Greg Clayton wrote:
-----Original Message----- From: Peter Dimov [mailto:pdimov@mmltd.net] Sent: Thursday, March 11, 2004 4:48 PM To: boost@lists.boost.org Subject: Re: [boost] Explicit instantiation of boost::shared_ptr<SomeClasss>
Greg Clayton wrote:
I am trying to do explicitly instantiate specific shared_ptr class for export from a Win32 DLL (currently with MSVC6, and eventually in VS2003).
First things first. Why do you need to do that? Have you tried not exporting it, have you encountered any problems?
Yes, shared pointers can't be created and handed off from DLL to DLL the way they are currently implemented.
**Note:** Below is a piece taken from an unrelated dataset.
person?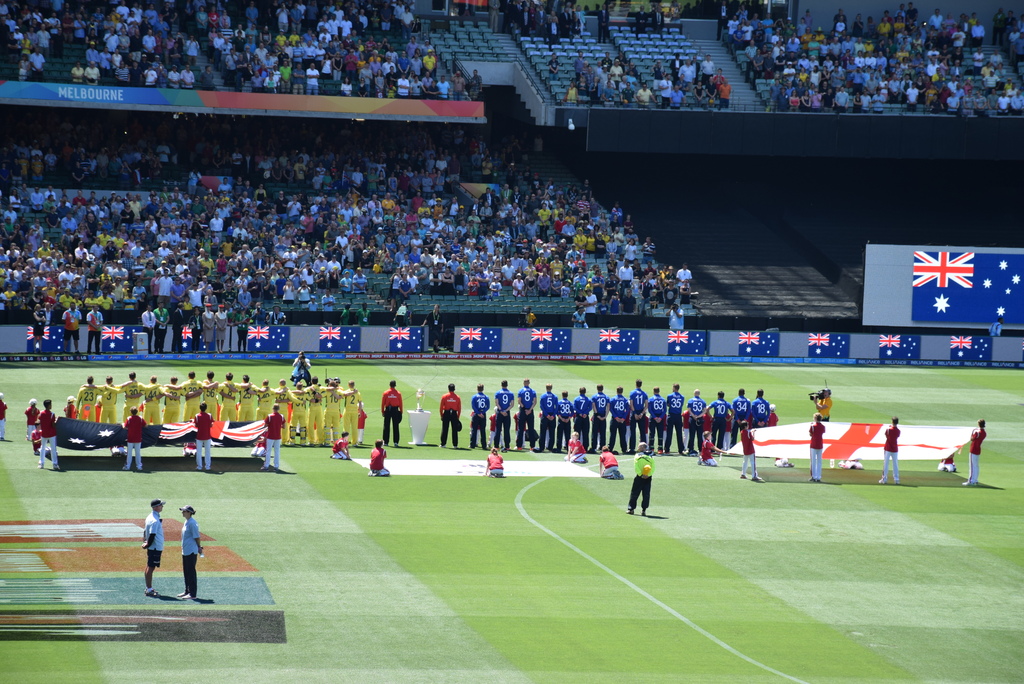
[563, 427, 588, 466]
If DLL A has an STL container of shared pointers, and DLL B gets _dynamically_ loaded and adds an item to DLL A's container (creates a shared pointer to an object, and DLL B adds that shared pointer through an interface it to DLL A's STL container of shared pointers), DLL B can not be unloaded. If DLL B does get unloaded you will crash when your STL container goes out of scope (when it tries to delete the owned pointer).
Isn't it possible for the DLL C that contains the definition of SomeClass to export shared_ptr<SomeClass> createSomeClass(); which DLL B can now call when it needs a SomeClass? Since ~SomeClass lives in C, it must be available when the last shared_ptr<SomeClass> is destroyed.